Now victims of those atrocities are demanding answers. In the words of one United Nations official here, the demonstration by the women was "stunning."

"Success in `transitional justice' depends upon the ability of victims to demand justice. That was an amazing development – I think it's a great achievement," said Javier Leon-Diaz, a human rights officer with the United Nations assistance mission in Afghanistan.

It evoked memories of the Mothers of Srebrenica, who sought answers about the disappearance of 8,000 Muslim men and boys at the hands of Bosnian Serb forces, and Mothers of the Plaza de Mayo, who pressed to learn the fate of their children who vanished during the 1976-83 dictatorship in Argentina.

There's been no response from President Hamid Karzai's government to the demonstration. But it casts a spotlight on the growing push from Afghan residents to discover the fate of their loved ones.

And it's a search with a Canadian connection. Ottawa is providing money and much-appreciated staff expertise to the United Nations mission, which is spearheading "transitional justice" efforts, diplomatic lingo for the process to confront the violent past.

Noveed, 23, said it angers her to see alleged criminals sitting in parliament. "We wish that all the ones who did these crimes in Afghanistan should be jailed and judged," she said.
Toronto Star, Sep.22, 2007

But getting to the truth here won't be easy. For starters, while Karzai's government has formally adopted a plan to implement a transitional justice plan, which includes a vetting system meant to keep accused war criminals out of office, there's been little real progress.

"The Afghan government is not all to blame. I think there is not enough pressure put on the Afghan government and on President Karzai by the international community," said one foreign official who is active on the file.

"The attitude of the international community is that it is too soon, that vetting current office-holders or prosecution could destabilize the country and therefore shouldn't be pushed too hard."

The country lacks the sophisticated forensic capability needed to exhume mass graves. UN experts have done preliminary examinations of a few sites but a full excavation would require a formal invitation from Karzai's government, something that's not been forthcoming.

Add to that the fact that there's not one single regime accused of the atrocities but several, dating back to before the Soviet invasion in 1979. The victims of one era became the accused of the next. And now, human rights advocates say, some of those perpetrators sit in the Afghan parliament or serve in senior government positions.
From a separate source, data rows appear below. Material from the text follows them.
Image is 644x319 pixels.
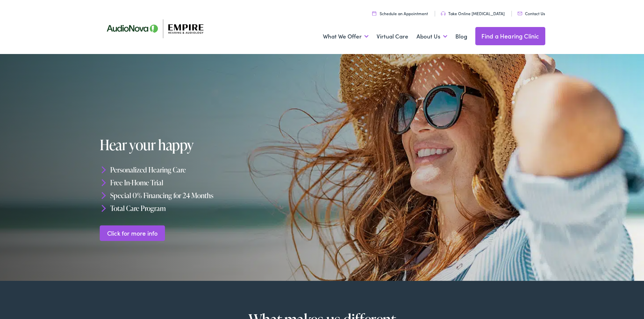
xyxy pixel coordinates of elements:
[456,24,467,49] a: Blog
[100,176,325,189] li: Free In-Home Trial
[441,10,505,16] a: Take Online [MEDICAL_DATA]
[323,24,368,49] a: What We Offer
[100,163,325,176] li: Personalized Hearing Care
[416,24,447,49] a: About Us
[517,12,522,15] img: utility icon
[372,10,428,16] a: Schedule an Appointment
[100,137,305,153] h1: Hear your happy
[377,24,408,49] a: Virtual Care
[475,27,545,45] a: Find a Hearing Clinic
[372,11,376,16] img: utility icon
[100,189,325,202] li: Special 0% Financing for 24 Months
[441,12,445,16] img: utility icon
[100,225,165,241] a: Click for more info
[517,10,545,16] a: Contact Us
[100,202,325,214] li: Total Care Program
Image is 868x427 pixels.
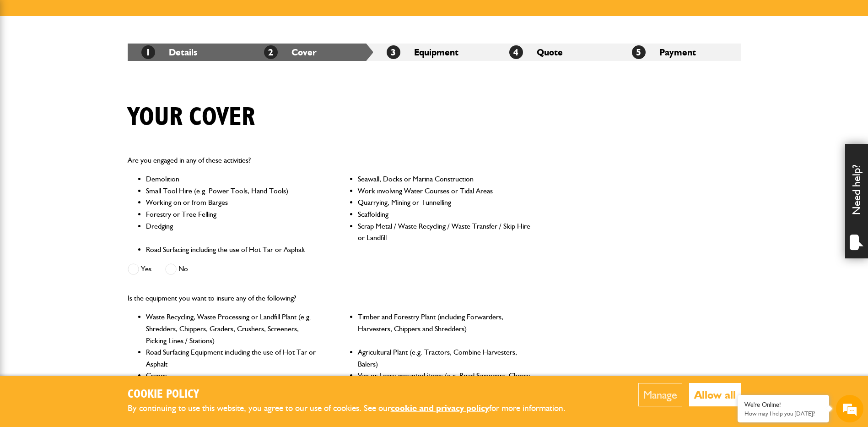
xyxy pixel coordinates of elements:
[146,173,319,185] li: Demolition
[141,45,155,59] span: 1
[358,197,531,209] li: Quarrying, Mining or Tunnelling
[146,209,319,220] li: Forestry or Tree Felling
[146,346,319,370] li: Road Surfacing Equipment including the use of Hot Tar or Asphalt
[689,383,741,406] button: Allow all
[128,402,581,416] p: By continuing to use this website, you agree to our use of cookies. See our for more information.
[358,346,531,370] li: Agricultural Plant (e.g. Tractors, Combine Harvesters, Balers)
[496,43,618,61] li: Quote
[128,292,532,304] p: Is the equipment you want to insure any of the following?
[128,388,581,402] h2: Cookie Policy
[146,311,319,346] li: Waste Recycling, Waste Processing or Landfill Plant (e.g. Shredders, Chippers, Graders, Crushers,...
[373,43,496,61] li: Equipment
[251,43,373,61] li: Cover
[358,173,531,185] li: Seawall, Docks or Marina Construction
[146,185,319,197] li: Small Tool Hire (e.g. Power Tools, Hand Tools)
[745,401,822,408] div: We're Online!
[146,370,319,393] li: Cranes
[386,45,400,59] span: 3
[618,43,741,61] li: Payment
[358,185,531,197] li: Work involving Water Courses or Tidal Areas
[146,243,319,256] li: Road Surfacing including the use of Hot Tar or Asphalt
[128,263,152,275] label: Yes
[146,220,319,243] li: Dredging
[510,45,523,59] span: 4
[128,155,532,167] p: Are you engaged in any of these activities?
[146,197,319,209] li: Working on or from Barges
[358,220,531,243] li: Scrap Metal / Waste Recycling / Waste Transfer / Skip Hire or Landfill
[358,370,531,393] li: Van or Lorry-mounted items (e.g. Road Sweepers, Cherry Pickers, Volumetric Mixers)
[358,311,531,346] li: Timber and Forestry Plant (including Forwarders, Harvesters, Chippers and Shredders)
[141,47,197,58] a: 1Details
[128,102,255,133] h1: Your cover
[358,209,531,220] li: Scaffolding
[391,403,489,413] a: cookie and privacy policy
[166,263,188,275] label: No
[846,144,868,258] div: Need help?
[745,410,822,417] p: How may I help you today?
[264,45,278,59] span: 2
[632,45,645,59] span: 5
[639,383,682,406] button: Manage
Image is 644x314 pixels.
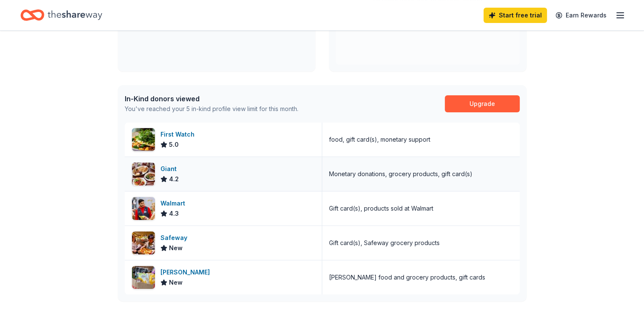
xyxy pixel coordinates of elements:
img: Image for Giant [132,163,155,186]
div: food, gift card(s), monetary support [329,135,430,145]
span: New [169,278,183,288]
a: Start free trial [484,7,547,23]
div: First Watch [160,129,198,140]
a: Earn Rewards [551,7,612,23]
div: Gift card(s), products sold at Walmart [329,203,434,214]
span: New [169,243,183,253]
div: Monetary donations, grocery products, gift card(s) [329,169,473,179]
img: Image for First Watch [132,128,155,151]
div: Walmart [160,198,189,209]
div: Gift card(s), Safeway grocery products [329,238,440,248]
span: 5.0 [169,140,179,150]
div: [PERSON_NAME] [160,268,213,278]
span: 4.3 [169,209,179,219]
a: Upgrade [445,95,520,112]
img: Image for MARTIN'S [132,266,155,289]
div: Safeway [160,233,191,243]
div: You've reached your 5 in-kind profile view limit for this month. [125,104,299,114]
div: [PERSON_NAME] food and grocery products, gift cards [329,273,485,282]
a: Home [21,5,102,25]
div: Giant [160,164,180,174]
span: 4.2 [169,174,179,185]
img: Image for Safeway [132,231,155,254]
div: In-Kind donors viewed [125,93,299,104]
img: Image for Walmart [132,197,155,220]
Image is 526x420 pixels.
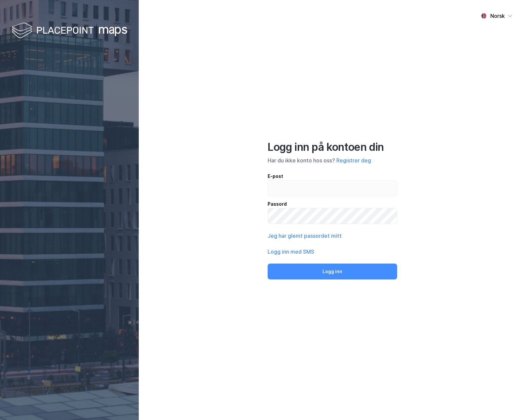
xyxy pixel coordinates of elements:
[268,172,397,180] div: E-post
[268,156,397,164] div: Har du ikke konto hos oss?
[336,156,371,164] button: Registrer deg
[268,264,397,279] button: Logg inn
[268,232,342,240] button: Jeg har glemt passordet mitt
[268,141,397,154] div: Logg inn på kontoen din
[491,12,505,20] div: Norsk
[268,200,397,208] div: Passord
[268,248,314,255] button: Logg inn med SMS
[11,21,127,41] img: logo-white.f07954bde2210d2a523dddb988cd2aa7.svg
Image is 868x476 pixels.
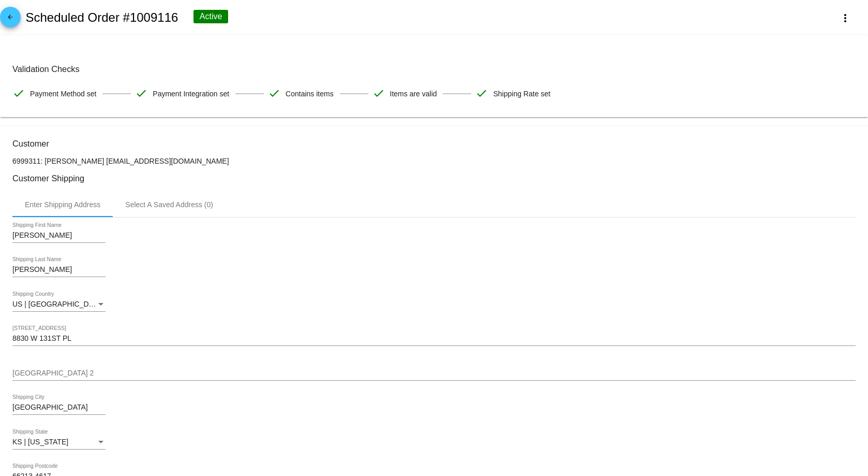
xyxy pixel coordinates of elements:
h3: Validation Checks [12,64,856,74]
input: Shipping Street 1 [12,334,856,343]
mat-icon: check [135,87,147,99]
div: Select A Saved Address (0) [126,200,213,209]
mat-icon: more_vert [839,12,852,24]
mat-icon: check [476,87,488,99]
mat-icon: check [268,87,281,99]
span: Shipping Rate set [493,83,550,105]
div: Enter Shipping Address [25,200,101,209]
h3: Customer Shipping [12,174,856,183]
mat-icon: arrow_back [4,13,16,26]
h2: Scheduled Order #1009116 [26,10,178,25]
input: Shipping City [12,403,105,412]
mat-icon: check [12,87,25,99]
span: Payment Method set [30,83,96,105]
mat-select: Shipping State [12,438,105,447]
mat-icon: check [373,87,385,99]
input: Shipping Street 2 [12,369,856,378]
span: Items are valid [390,83,437,105]
span: KS | [US_STATE] [12,437,68,446]
p: 6999311: [PERSON_NAME] [EMAIL_ADDRESS][DOMAIN_NAME] [12,157,856,165]
mat-select: Shipping Country [12,300,105,309]
input: Shipping First Name [12,231,105,240]
span: US | [GEOGRAPHIC_DATA] [12,300,104,308]
span: Payment Integration set [153,83,229,105]
h3: Customer [12,139,856,149]
input: Shipping Last Name [12,266,105,274]
span: Contains items [286,83,334,105]
div: Active [194,10,229,23]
International observers concede Afghanistan's rudimentary justice system just isn't up the task of fairly prosecuting accused war criminals.
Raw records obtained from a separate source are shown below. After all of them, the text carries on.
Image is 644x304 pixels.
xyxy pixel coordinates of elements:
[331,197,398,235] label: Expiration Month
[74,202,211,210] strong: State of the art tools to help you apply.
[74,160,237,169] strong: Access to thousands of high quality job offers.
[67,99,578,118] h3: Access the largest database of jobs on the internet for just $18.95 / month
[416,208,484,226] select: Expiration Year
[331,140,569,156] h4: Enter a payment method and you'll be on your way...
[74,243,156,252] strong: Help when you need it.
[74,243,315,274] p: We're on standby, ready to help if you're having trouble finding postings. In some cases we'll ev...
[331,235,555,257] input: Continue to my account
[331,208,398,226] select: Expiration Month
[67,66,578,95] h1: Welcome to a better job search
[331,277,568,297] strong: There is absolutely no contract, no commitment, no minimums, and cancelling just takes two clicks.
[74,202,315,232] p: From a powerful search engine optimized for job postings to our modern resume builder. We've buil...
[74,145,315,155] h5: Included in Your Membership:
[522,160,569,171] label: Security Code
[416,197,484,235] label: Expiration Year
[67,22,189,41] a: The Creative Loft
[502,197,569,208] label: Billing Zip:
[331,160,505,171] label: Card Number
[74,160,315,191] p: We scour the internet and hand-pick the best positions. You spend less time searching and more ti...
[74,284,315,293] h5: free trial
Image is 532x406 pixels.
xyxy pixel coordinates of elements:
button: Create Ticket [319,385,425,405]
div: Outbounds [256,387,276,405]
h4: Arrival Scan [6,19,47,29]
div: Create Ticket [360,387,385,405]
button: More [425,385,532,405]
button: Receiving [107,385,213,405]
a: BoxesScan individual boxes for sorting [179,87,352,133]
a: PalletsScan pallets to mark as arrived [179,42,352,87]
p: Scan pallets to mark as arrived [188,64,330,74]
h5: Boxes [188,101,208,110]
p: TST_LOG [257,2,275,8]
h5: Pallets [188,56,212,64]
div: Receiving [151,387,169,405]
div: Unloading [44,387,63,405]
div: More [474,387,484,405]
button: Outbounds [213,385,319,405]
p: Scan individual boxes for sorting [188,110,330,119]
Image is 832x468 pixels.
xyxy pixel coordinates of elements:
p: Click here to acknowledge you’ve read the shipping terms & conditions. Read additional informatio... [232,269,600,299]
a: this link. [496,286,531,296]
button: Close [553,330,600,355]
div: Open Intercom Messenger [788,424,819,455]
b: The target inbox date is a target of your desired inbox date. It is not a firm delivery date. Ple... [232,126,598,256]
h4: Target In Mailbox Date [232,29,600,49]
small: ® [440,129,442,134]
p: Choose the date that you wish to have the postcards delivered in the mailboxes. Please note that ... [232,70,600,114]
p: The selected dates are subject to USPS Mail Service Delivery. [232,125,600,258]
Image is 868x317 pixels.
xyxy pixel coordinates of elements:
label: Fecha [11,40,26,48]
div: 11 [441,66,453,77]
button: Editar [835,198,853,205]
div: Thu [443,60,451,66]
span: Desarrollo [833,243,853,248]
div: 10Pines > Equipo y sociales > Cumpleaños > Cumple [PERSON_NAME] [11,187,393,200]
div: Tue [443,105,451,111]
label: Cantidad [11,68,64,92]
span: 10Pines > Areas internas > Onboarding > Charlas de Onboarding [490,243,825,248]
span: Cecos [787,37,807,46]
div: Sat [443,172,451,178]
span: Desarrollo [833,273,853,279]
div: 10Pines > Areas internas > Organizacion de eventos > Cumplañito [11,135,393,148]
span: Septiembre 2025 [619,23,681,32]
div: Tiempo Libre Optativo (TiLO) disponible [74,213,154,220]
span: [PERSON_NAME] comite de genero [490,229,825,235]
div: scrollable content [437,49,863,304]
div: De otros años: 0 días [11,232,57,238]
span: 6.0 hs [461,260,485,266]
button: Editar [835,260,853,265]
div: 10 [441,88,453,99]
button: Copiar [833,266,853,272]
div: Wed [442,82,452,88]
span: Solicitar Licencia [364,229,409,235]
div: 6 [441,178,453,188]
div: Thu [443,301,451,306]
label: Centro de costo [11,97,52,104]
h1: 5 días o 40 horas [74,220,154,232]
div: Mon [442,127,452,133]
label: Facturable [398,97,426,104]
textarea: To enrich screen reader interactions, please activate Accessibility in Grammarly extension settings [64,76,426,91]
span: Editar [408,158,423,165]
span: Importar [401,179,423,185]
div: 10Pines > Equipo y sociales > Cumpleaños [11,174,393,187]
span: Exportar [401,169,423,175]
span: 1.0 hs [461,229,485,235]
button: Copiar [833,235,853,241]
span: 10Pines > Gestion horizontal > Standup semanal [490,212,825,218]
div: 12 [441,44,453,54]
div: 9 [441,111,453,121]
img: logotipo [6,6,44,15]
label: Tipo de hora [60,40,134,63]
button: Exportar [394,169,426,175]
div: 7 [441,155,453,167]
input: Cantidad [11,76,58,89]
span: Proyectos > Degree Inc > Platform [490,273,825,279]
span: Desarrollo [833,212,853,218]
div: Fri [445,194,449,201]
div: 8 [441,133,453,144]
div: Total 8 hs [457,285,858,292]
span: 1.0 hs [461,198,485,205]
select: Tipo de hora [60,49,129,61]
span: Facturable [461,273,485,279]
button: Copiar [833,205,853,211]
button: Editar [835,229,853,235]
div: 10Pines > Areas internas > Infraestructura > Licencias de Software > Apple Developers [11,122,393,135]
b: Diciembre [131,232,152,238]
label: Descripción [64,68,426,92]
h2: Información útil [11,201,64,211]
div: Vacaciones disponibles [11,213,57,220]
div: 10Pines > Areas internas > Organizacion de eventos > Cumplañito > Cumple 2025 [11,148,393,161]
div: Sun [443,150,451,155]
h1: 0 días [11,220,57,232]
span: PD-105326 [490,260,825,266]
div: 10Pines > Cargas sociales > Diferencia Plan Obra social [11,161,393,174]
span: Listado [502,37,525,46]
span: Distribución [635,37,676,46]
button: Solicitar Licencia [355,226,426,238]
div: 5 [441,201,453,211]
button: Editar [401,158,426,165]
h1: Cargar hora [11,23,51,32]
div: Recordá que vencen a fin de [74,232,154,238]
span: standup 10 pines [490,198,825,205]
"It is now widely recognized that there cannot be peace without justice," Leon-Diaz said in an interview at the UN compound in Kabul.

"That said, the current status of the judiciary in Afghanistan does not allow for domestic trials for war crimes or crimes against humanity. International fair trial standards cannot be observed at this stage," he said.
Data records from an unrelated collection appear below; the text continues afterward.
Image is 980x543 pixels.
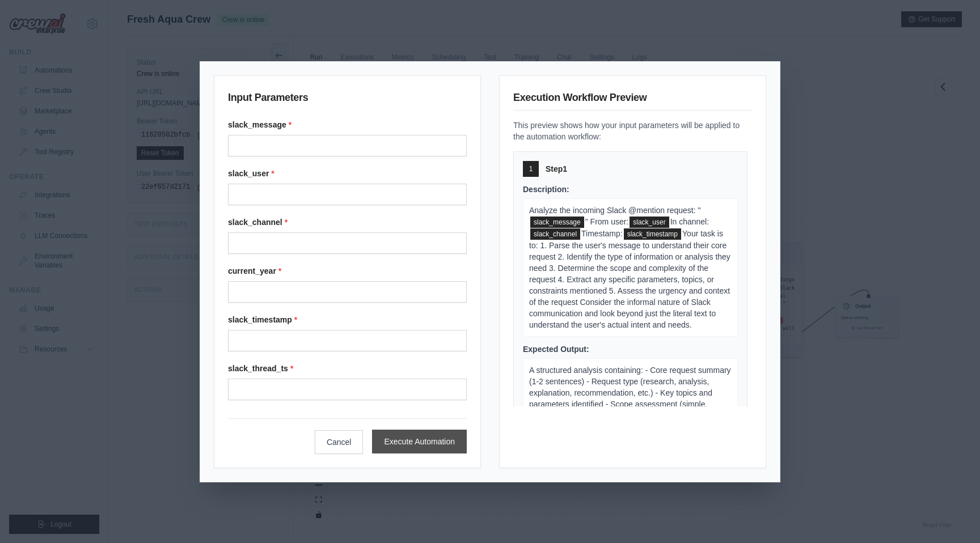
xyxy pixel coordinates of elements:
h3: Input Parameters [228,90,467,110]
span: Step 1 [545,164,567,175]
span: A structured analysis containing: - Core request summary (1-2 sentences) - Request type (research... [529,366,731,432]
span: " From user: [585,217,629,226]
label: slack_user [228,168,467,179]
p: This preview shows how your input parameters will be applied to the automation workflow: [513,120,751,142]
span: slack_user [630,217,668,228]
span: slack_channel [530,229,580,240]
label: slack_timestamp [228,314,467,326]
span: Expected Output: [523,345,589,354]
span: Analyze the incoming Slack @mention request: " [529,206,700,215]
span: 1 [529,164,533,173]
span: slack_timestamp [624,229,681,240]
span: Timestamp: [581,229,622,238]
label: slack_thread_ts [228,363,467,375]
label: slack_channel [228,217,467,228]
span: slack_message [530,217,584,228]
button: Cancel [314,431,363,454]
h3: Execution Workflow Preview [513,90,751,111]
label: slack_message [228,119,467,131]
span: In channel: [670,217,709,226]
button: Execute Automation [372,430,467,454]
span: Description: [523,184,569,194]
iframe: Chat Widget [923,488,980,543]
span: Your task is to: 1. Parse the user's message to understand their core request 2. Identify the typ... [529,229,730,330]
label: current_year [228,265,467,277]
Still, Noveed, 23, said it angers her to see alleged criminals sitting in parliament.

"We wish that all the ones who did these crimes in Afghanistan should be jailed and judged," said Noveed, who doesn't have a last name.

"Whenever I see the faces of mujahideen criminals, I'm getting so angry and really so sad, not only me but there are many, many other families who have lost their beloveds during these regimes," she said in an interview.

Her aunt and uncle were the victims of a military raid on their house to steal their belongings. Her uncle tried to prevent the attack.

"They hit him too much and he died," she said.

Meanwhile, Darwishi's brother Ibrahim was seized along with two classmates in 1979 from Kabul's college. He was engaged and his fiancée waited 15 years before marrying someone else.

Her uncle, a retired military officer, was seized from his farm and kept in jail for six months before disappearing. His son, an air force technician, was taken too.

"These are the three lost ones. We have no information. It's been 27, 28 years," she said.